Food, fuel and weather risks lift CPI
"We expect India’s headline CPI inflation for April to print at 3.9% yoy, a notable step-up from 3.4% yoy in March. We attribute this rise to conflict-related price pressures and a renewed firming in food-and-beverages (F&B) and fuel-linked components after a benign stretch. While inflation would still be within the RBI’s tolerance band, the upward drift reflects the first clear pickup that emerged in March, largely driven by these two channels."
"The near-term narrative begins with food, given its outsized weight in the CPI basket and the fact that recent month-to-month volatility has been led by perishables and key cooking inputs. There is a visible firming in select vegetables (e.g., tomatoes and cauliflower), and there is a meaningful risk that broader supply-chain stress could begin to filter into the overall food bill. Historically, when vegetable and edible oil prices rise in tandem, the impulse tends to become more broad-based within food (fresh and processed), reinforcing food inflation as a key propagation channel into headline CPI."

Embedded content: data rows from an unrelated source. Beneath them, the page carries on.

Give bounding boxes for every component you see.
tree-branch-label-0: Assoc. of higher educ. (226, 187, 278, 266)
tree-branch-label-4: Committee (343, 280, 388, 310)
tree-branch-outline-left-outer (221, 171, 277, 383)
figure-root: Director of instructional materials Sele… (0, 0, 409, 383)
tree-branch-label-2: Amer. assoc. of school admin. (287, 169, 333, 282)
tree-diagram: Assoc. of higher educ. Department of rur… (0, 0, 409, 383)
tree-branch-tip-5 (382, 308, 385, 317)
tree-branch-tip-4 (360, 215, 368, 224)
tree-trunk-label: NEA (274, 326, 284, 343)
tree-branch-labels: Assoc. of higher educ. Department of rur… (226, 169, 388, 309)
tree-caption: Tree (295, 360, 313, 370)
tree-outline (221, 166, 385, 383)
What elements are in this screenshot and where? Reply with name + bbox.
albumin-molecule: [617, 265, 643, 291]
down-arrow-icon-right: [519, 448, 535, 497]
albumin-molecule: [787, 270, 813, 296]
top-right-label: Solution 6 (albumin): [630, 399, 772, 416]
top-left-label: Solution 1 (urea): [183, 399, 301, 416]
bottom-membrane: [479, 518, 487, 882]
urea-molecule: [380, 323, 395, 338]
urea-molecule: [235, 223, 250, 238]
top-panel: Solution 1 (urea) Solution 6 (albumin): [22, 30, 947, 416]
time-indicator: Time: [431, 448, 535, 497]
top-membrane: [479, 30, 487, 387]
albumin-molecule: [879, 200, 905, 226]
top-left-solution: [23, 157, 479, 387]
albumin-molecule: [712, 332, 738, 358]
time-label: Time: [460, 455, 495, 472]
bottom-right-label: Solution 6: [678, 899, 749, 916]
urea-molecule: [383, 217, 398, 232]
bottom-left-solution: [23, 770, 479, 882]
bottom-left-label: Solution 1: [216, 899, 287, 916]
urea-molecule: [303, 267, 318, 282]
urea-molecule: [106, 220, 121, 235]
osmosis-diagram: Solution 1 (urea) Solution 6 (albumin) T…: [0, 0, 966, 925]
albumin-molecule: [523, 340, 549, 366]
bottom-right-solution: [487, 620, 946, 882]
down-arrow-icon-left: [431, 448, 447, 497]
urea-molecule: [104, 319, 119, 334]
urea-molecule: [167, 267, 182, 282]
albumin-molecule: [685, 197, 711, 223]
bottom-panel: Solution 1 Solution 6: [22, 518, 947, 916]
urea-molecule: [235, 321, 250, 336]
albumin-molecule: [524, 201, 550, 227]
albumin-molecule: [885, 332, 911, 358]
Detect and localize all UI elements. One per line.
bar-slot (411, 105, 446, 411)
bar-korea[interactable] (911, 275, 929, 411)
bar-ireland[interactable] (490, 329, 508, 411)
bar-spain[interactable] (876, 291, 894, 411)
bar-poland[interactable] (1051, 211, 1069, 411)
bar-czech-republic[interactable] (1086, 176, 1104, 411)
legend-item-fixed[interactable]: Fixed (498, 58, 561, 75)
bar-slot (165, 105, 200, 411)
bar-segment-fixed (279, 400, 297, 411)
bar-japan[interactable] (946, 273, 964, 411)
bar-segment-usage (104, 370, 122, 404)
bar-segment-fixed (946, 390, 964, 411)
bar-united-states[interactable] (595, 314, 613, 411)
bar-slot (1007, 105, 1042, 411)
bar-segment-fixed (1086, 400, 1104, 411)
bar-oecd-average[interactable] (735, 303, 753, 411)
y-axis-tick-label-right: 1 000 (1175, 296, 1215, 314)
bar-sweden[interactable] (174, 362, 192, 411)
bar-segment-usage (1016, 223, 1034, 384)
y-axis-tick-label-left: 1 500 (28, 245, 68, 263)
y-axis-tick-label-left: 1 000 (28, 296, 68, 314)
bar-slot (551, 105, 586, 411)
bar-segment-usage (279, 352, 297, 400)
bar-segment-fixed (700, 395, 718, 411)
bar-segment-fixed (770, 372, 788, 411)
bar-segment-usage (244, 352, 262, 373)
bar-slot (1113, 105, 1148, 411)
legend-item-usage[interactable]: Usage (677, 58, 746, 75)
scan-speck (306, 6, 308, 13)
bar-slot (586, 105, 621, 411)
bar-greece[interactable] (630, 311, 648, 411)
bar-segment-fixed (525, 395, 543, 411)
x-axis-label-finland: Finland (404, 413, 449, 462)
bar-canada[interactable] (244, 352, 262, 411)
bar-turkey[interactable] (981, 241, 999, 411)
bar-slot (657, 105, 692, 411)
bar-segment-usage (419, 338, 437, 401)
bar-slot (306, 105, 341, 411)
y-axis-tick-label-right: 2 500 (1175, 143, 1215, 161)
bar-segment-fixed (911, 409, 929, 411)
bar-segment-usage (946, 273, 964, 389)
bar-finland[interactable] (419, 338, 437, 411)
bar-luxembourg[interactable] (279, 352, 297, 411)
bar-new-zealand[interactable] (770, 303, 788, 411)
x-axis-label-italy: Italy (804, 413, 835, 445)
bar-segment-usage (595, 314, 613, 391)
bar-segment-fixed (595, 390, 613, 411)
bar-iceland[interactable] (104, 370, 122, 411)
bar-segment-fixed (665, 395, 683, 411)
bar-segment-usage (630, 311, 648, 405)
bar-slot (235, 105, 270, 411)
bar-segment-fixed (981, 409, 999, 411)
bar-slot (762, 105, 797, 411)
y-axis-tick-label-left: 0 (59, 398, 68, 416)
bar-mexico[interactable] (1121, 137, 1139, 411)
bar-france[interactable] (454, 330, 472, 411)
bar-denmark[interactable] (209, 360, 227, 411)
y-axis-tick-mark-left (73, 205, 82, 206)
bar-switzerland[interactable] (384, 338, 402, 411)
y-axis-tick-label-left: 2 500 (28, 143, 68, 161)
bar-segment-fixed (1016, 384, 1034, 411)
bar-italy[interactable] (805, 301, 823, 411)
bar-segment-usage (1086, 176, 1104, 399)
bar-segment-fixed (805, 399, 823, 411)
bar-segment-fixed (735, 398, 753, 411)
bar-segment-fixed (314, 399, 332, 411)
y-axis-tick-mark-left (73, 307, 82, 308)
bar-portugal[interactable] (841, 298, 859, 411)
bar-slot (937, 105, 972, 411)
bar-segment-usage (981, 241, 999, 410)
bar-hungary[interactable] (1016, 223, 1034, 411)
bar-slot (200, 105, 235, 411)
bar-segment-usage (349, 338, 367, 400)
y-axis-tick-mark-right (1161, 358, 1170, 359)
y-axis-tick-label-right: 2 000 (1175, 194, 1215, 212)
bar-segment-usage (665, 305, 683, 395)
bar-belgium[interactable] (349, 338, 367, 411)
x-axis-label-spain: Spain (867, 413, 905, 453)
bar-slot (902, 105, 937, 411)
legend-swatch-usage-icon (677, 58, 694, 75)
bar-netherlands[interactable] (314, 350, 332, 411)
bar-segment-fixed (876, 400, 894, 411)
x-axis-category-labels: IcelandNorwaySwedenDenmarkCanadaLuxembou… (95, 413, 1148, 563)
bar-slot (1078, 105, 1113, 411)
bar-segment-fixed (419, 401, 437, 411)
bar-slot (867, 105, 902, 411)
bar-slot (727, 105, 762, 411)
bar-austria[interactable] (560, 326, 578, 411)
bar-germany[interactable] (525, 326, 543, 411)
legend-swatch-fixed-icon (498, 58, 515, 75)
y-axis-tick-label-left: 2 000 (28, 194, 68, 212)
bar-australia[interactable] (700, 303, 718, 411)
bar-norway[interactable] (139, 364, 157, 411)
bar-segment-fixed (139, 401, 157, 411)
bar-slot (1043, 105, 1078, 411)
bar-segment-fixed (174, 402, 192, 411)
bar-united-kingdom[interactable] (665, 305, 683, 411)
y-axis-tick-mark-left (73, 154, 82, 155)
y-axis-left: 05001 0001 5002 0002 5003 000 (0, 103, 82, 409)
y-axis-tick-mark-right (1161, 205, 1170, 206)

"We expect the April CPI print to offer a clearer read on the energy impulse, even though India’s administered fuel pricing may mute immediate retail transmission. That said, while the operation Epic Fury may be over, true economic pain will manifest in the months ahead. Over time, however, inflationary effects can still surface through (i) LPG and household fuel adjustments, and (ii) higher freight and input costs that gradually feed into goods and services pricing."
"Beyond immediate food/fuel prints, we are monitoring pipeline risks, notably fertilisers and imported agricultural input prices, as these would likely shape inflationary expectations of households over the coming month. This is especially relevant as the economy faces triple whammy of i) costly and sparse availability of fertilisers, ii) heatwave and potential monsoon failure exacerbated by among the strongest El Niño seen in recent history and iii) a sharply lower water storage capacity in major dams."
(This article was created with the help of an Artificial Intelligence tool and reviewed by an editor.)